For him it meant just one more step, with a thousand more to follow, along a straight, unending road. Rivière felt as though for an eternity he had been carrying a crushing load on his uplifted arms; an endless, hopeless effort.

“I’m aging.” If he no longer found a solace in work and work alone, surely he was growing old. He caught himself puzzling over problems which hitherto he had ignored. There surged within his mind, like a lost ocean, murmuring regrets, all the gentler joys of life that he had thrust aside. “Can it be coming on me—so soon?” He realized that he had always been postponing for his declining years, “when I have time for it,” everything that makes life kind to men. As if it were ever possible to “have time for it” one day and realize at life’s end that dream of peace and happiness! No, peace there could be none; nor any victory, perhaps. Never could all the air mails land in one swoop once for all.

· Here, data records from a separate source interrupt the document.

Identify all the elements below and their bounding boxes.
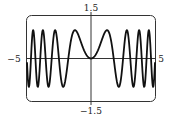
x-max-label: 5	[158, 54, 164, 64]
chart: 1.5 −1.5 −5 5	[0, 0, 170, 118]
y-max-label: 1.5	[84, 3, 99, 13]
y-min-label: −1.5	[80, 106, 102, 116]
x-min-label: −5	[7, 54, 21, 64]
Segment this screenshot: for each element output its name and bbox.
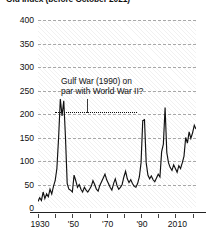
x-tick-label-1950: '50 (68, 220, 79, 229)
x-tick-2010 (175, 214, 176, 218)
x-tick-1980 (124, 214, 125, 218)
comparison-dotted-line (55, 112, 137, 113)
y-tick-label-300: 300 (2, 63, 34, 72)
annotation-gulf-war: Gulf War (1990) on par with World War II… (61, 77, 143, 96)
series-line-old-index (38, 20, 196, 208)
x-tick-label-2010: 2010 (168, 220, 187, 229)
y-tick-label-200: 200 (2, 110, 34, 119)
x-tick-label-1990: '90 (136, 220, 147, 229)
x-tick-2020 (193, 214, 194, 218)
x-tick-label-1970: '70 (102, 220, 113, 229)
y-tick-label-50: 50 (2, 181, 34, 190)
x-tick-1940 (55, 214, 56, 218)
chart-container: Old Index (before October 2021) 400 350 … (0, 0, 215, 240)
y-tick-label-350: 350 (2, 40, 34, 49)
y-tick-label-150: 150 (2, 134, 34, 143)
plot-area (38, 20, 196, 208)
annotation-leader-line (87, 99, 88, 113)
x-tick-1950 (72, 214, 73, 218)
x-tick-1960 (90, 214, 91, 218)
x-tick-1970 (107, 214, 108, 218)
x-tick-2000 (158, 214, 159, 218)
y-tick-label-250: 250 (2, 87, 34, 96)
x-axis-line (30, 212, 206, 213)
x-tick-label-1930: 1930 (30, 220, 49, 229)
chart-title: Old Index (before October 2021) (6, 0, 215, 4)
annotation-line-2: par with World War II? (61, 87, 143, 97)
y-tick-label-100: 100 (2, 157, 34, 166)
x-tick-1930 (38, 214, 39, 218)
y-axis: 400 350 300 250 200 150 100 50 0 (0, 20, 34, 208)
x-tick-1990 (141, 214, 142, 218)
y-tick-label-400: 400 (2, 16, 34, 25)
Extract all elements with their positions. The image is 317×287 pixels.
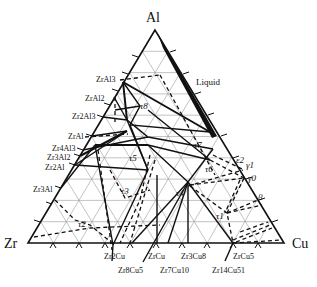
bottom-edge-phase-labels: Zr2Cu Zr8Cu5 ZrCu Zr7Cu10 Zr3Cu8 Zr14Cu5…	[104, 252, 254, 275]
phase-label-tau6: τ6	[205, 164, 213, 174]
phase-label-tau1: τ1	[216, 211, 224, 221]
phase-label-tau3: τ3	[121, 186, 129, 196]
phase-label-zr3cu8: Zr3Cu8	[181, 252, 206, 261]
phase-label-zr2cu: Zr2Cu	[104, 252, 125, 261]
ternary-phase-diagram: Al Zr Cu Liquid ZrAl3 ZrAl2 Zr2Al3 ZrAl …	[0, 0, 317, 287]
vertex-label-cu: Cu	[292, 236, 308, 251]
phase-label-tau8: τ8	[140, 101, 148, 111]
liquid-label: Liquid	[196, 77, 220, 87]
phase-label-zrcu: ZrCu	[148, 252, 165, 261]
phase-label-zral2: ZrAl2	[85, 94, 105, 103]
phase-label-tau5: τ5	[129, 153, 137, 163]
vertex-label-al: Al	[146, 10, 160, 25]
phase-label-zr4al3: Zr4Al3	[52, 144, 76, 153]
phase-label-tau4: τ4	[176, 188, 184, 198]
vertex-label-zr: Zr	[4, 236, 18, 251]
phase-label-beta: β	[257, 192, 263, 202]
phase-label-eps2: ε2	[236, 155, 245, 165]
phase-label-zr14cu51: Zr14Cu51	[212, 266, 245, 275]
phase-label-zr8cu5: Zr8Cu5	[118, 266, 143, 275]
phase-label-gamma0: γ0	[248, 173, 257, 183]
phase-label-zr3al: Zr3Al	[33, 185, 53, 194]
phase-label-gamma1: γ1	[246, 160, 254, 170]
phase-label-zral3: ZrAl3	[96, 75, 116, 84]
phase-label-zral: ZrAl	[68, 132, 84, 141]
phase-label-zr7cu10: Zr7Cu10	[160, 266, 189, 275]
phase-label-zrcu5: ZrCu5	[233, 252, 254, 261]
phase-label-zr2al: Zr2Al	[45, 163, 65, 172]
phase-label-zr2al3: Zr2Al3	[72, 112, 96, 121]
phase-label-zr3al2: Zr3Al2	[47, 153, 71, 162]
phase-label-tau7: τ7	[194, 140, 202, 150]
phase-label-tau2: τ2	[78, 219, 86, 229]
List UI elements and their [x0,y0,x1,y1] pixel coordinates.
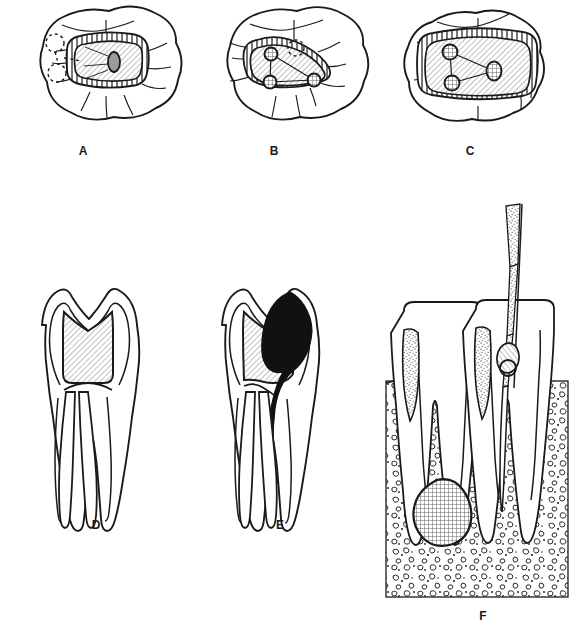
figure-caption [0,631,580,639]
panel-c-occlusal-rectangular-access [404,11,544,121]
panel-b-occlusal-triangular-access [227,7,368,119]
panel-label-e: E [276,518,284,532]
dental-figure: A B C D E F [0,0,580,639]
canal-orifice-b-3 [308,74,321,87]
panel-e-tooth-section-caries [222,289,319,531]
panel-label-b: B [270,144,279,158]
panel-d-tooth-section-access [42,289,139,531]
canal-orifice-c-2 [445,76,460,91]
canal-orifice-b-1 [265,48,278,61]
file-handle-f [506,204,520,267]
panel-f-file-in-canal-with-lesion [386,204,568,597]
access-cavity-floor-c [425,37,531,96]
panel-label-a: A [79,144,88,158]
canal-orifice-b-2 [264,76,277,89]
panel-label-d: D [92,518,101,532]
panel-a-occlusal-oval-access [40,6,181,119]
canal-orifice-a-1 [108,52,120,72]
panel-label-f: F [479,609,486,623]
figure-canvas: A B C D E F [0,0,580,639]
canal-orifice-c-1 [443,45,458,60]
panel-label-c: C [466,144,475,158]
canal-orifice-c-3 [487,62,502,81]
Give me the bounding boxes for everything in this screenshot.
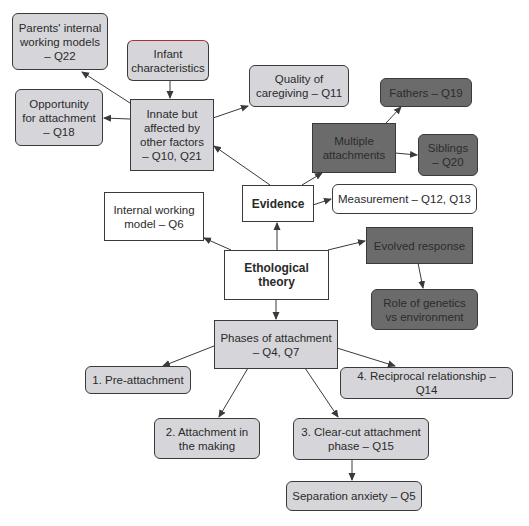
node-ethological-theory: Ethological theory <box>224 250 329 300</box>
node-label: Evolved response <box>374 239 465 253</box>
node-siblings: Siblings – Q20 <box>418 134 478 176</box>
node-separation-anxiety: Separation anxiety – Q5 <box>286 481 422 511</box>
node-pre-attachment: 1. Pre-attachment <box>85 366 191 394</box>
node-role-of-genetics: Role of genetics vs environment <box>371 289 478 330</box>
node-label: 1. Pre-attachment <box>92 373 183 387</box>
node-label: 2. Attachment in the making <box>166 425 248 453</box>
node-label: Fathers – Q19 <box>389 86 463 100</box>
node-label: Quality of caregiving – Q11 <box>256 72 342 100</box>
node-evolved-response: Evolved response <box>366 227 473 264</box>
node-opportunity-for-attachment: Opportunity for attachment – Q18 <box>15 89 103 146</box>
node-quality-of-caregiving: Quality of caregiving – Q11 <box>249 65 349 107</box>
node-label: Measurement – Q12, Q13 <box>338 192 471 206</box>
node-phases-of-attachment: Phases of attachment – Q4, Q7 <box>214 320 338 369</box>
node-parents-internal-working-models: Parents' internal working models – Q22 <box>12 13 108 70</box>
node-label: Opportunity for attachment – Q18 <box>22 97 96 139</box>
node-label: Role of genetics vs environment <box>383 296 465 324</box>
node-label: Siblings – Q20 <box>428 141 468 169</box>
concept-map: Parents' internal working models – Q22 I… <box>0 0 529 526</box>
node-label: Evidence <box>252 197 305 211</box>
node-label: Parents' internal working models – Q22 <box>19 21 102 63</box>
node-label: Ethological theory <box>244 261 309 289</box>
node-attachment-in-the-making: 2. Attachment in the making <box>154 418 260 459</box>
node-label: 4. Reciprocal relationship – Q14 <box>345 369 508 397</box>
node-label: 3. Clear-cut attachment phase – Q15 <box>301 425 421 453</box>
node-measurement: Measurement – Q12, Q13 <box>332 184 477 214</box>
node-internal-working-model: Internal working model – Q6 <box>104 192 204 241</box>
node-label: Internal working model – Q6 <box>113 203 194 231</box>
node-label: Separation anxiety – Q5 <box>292 489 415 503</box>
node-infant-characteristics: Infant characteristics <box>127 40 209 81</box>
node-label: Infant characteristics <box>131 47 205 75</box>
node-multiple-attachments: Multiple attachments <box>312 123 396 173</box>
node-label: Phases of attachment – Q4, Q7 <box>220 331 331 359</box>
node-clear-cut-attachment: 3. Clear-cut attachment phase – Q15 <box>293 418 429 460</box>
node-label: Innate but affected by other factors – Q… <box>140 107 204 163</box>
node-fathers: Fathers – Q19 <box>380 78 472 107</box>
node-reciprocal-relationship: 4. Reciprocal relationship – Q14 <box>340 367 513 399</box>
node-innate-but-affected: Innate but affected by other factors – Q… <box>130 99 214 171</box>
node-label: Multiple attachments <box>323 134 386 162</box>
node-evidence: Evidence <box>242 185 314 222</box>
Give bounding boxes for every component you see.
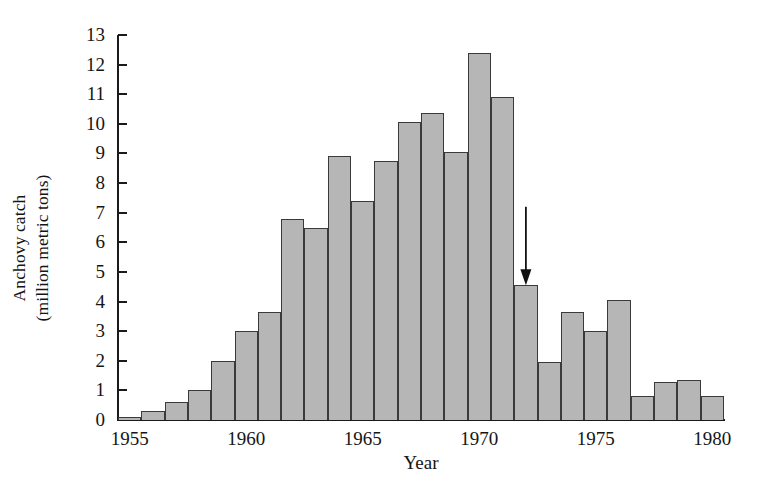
bar-1974 [561,312,584,420]
y-tick-mark [118,330,127,332]
bar-1979 [677,380,700,420]
bar-1960 [235,331,258,420]
y-tick-label: 6 [65,230,105,254]
bar-1957 [165,402,188,420]
bar-1980 [701,396,724,420]
y-tick-mark [118,241,127,243]
y-tick-mark [118,182,127,184]
y-tick-mark [118,123,127,125]
y-tick-label: 1 [65,378,105,402]
bar-1955 [118,417,141,420]
y-tick-mark [118,152,127,154]
y-tick-mark [118,301,127,303]
x-tick-label-1975: 1975 [551,427,641,451]
y-tick-mark [118,64,127,66]
y-tick-label: 7 [65,201,105,225]
bar-1959 [211,361,234,420]
bar-1966 [374,161,397,420]
y-tick-mark [118,34,127,36]
bar-1962 [281,219,304,420]
y-axis-title: Anchovy catch (million metric tons) [0,0,62,496]
y-tick-label: 10 [65,112,105,136]
x-tick-label-1965: 1965 [318,427,408,451]
y-tick-mark [118,360,127,362]
bar-1964 [328,156,351,420]
y-tick-label: 3 [65,319,105,343]
y-tick-mark [118,271,127,273]
y-tick-mark [118,93,127,95]
y-tick-label: 8 [65,171,105,195]
x-tick-label-1960: 1960 [201,427,291,451]
bar-1972 [514,285,537,420]
bar-1978 [654,382,677,421]
y-axis-title-line-1: Anchovy catch [8,175,31,322]
x-tick-label-1980: 1980 [667,427,757,451]
y-axis-title-line-2: (million metric tons) [31,175,54,322]
bar-1968 [421,113,444,420]
bar-1958 [188,390,211,420]
bar-1975 [584,331,607,420]
bar-1956 [141,411,164,420]
y-tick-label: 13 [65,23,105,47]
bar-1967 [398,122,421,420]
x-tick-label-1970: 1970 [434,427,524,451]
bar-1965 [351,201,374,420]
bar-1969 [444,152,467,420]
y-tick-mark [118,212,127,214]
x-axis-title: Year [118,452,724,474]
plot-area: 012345678910111213 195519601965197019751… [118,35,724,420]
y-tick-label: 12 [65,53,105,77]
bar-1977 [631,396,654,420]
y-tick-label: 4 [65,290,105,314]
bar-1961 [258,312,281,420]
bar-1971 [491,97,514,420]
anchovy-catch-bar-chart: Anchovy catch (million metric tons) 0123… [0,0,758,496]
y-tick-label: 11 [65,82,105,106]
bar-1963 [304,228,327,421]
arrow-head [520,269,531,285]
bar-1973 [538,362,561,420]
y-tick-label: 5 [65,260,105,284]
bar-1976 [607,300,630,420]
y-tick-label: 9 [65,141,105,165]
bar-1970 [468,53,491,420]
y-tick-mark [118,389,127,391]
x-tick-label-1955: 1955 [85,427,175,451]
y-tick-label: 2 [65,349,105,373]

Rivière paused before Leroux; the old foreman was hard at work. Leroux, too, had forty years of work behind him. All his energies were for his work. When at ten o’clock or midnight Leroux went home it certainly was not to find a change of scene, escape into another world. When Rivière smiled toward him, he raised his heavy head and pointed at a burnt-out axle. “Jammed it was, but I’ve fixed it up.” Rivière bent down to look; duty had regained its hold upon him. “You should tell the shop to set them a bit looser.” He passed his finger over the trace of seizing, then glanced again at Leroux. As his eyes lingered on the stern old wrinkled face, an odd question hovered on his lips and made him smile.

“Ever had much to do with love, Leroux, in your time?”

“Love, sir? Well, you see—”

“Hadn’t the time for it, I suppose—like me.”

“Not a great deal, sir.”

Rivière strained his ears to hear if there were any bitterness in the reply; no, not a trace of it. This man, looking back on life, felt the quiet satisfaction of a carpenter who has made a good job of planing down a board: “There you are! That’s done.”

“There you are,” thought Rivière. “My life’s done.”

Then, brushing aside the swarm of somber thoughts his weariness had brought, he walked toward the hangar; for the Chile plane was droning down toward it.

III

The sound of the distant engine swelled and thickened; a sound of ripening. Lights flashed out. The red lamps on the light-tower silhouetted a hangar, radio standards, a square landing ground. The setting of a gala night.

“There she comes!”

A sheaf of beams had caught the grounding plane, making it shine as if brand-new. No sooner had it come to rest before the hangar than mechanics and airdrome hands hurried up to unload the mail. Only Pellerin, the pilot, did not move.

“Well, aren’t you going to get down?”

The pilot, intent on some mysterious task, did not deign to reply. Listening, perhaps, to sounds that he alone could hear, long echoes of the flight. Nodding reflectively, he bent down and tinkered with some unseen object. At last he turned toward the officials and his comrades, gravely taking stock of them as though of his possessions. He seemed to pass them in review, to weigh them, take their measure, saying to himself that he had earned his right to them, as to this hangar with its gala lights and solid concrete and, in the offing, the city, full of movement, warmth, and women. In the hollow of his large hands he seemed to hold this folk; they were his subjects, to touch or hear or curse, as the fancy took him. His impulse now was to curse them for a lazy crowd, so sure of life they seemed, gaping at the moon; but he decided to be genial instead.

“...Drinks are on you!”

Then he climbed down.

He wanted to tell them about the trip.

“If only you knew...!”

Evidently, to his thinking, that summed it up, for now he walked off to change his flying gear.

As the car was taking him to Buenos Aires in the company of a morose inspector and Rivière in silent mood, Pellerin suddenly felt sad; of course, he thought, it’s a fine thing for a fellow to have gone through it and, when he’s got his footing again, let off a healthy volley of curses. Nothing finer in the world! But afterwards ... when you look back on it all; you wonder, you aren’t half so sure!

A struggle with a cyclone, that at least is a straight fight, it’s real. But not that curious look things wear, the face they have when they think they are alone.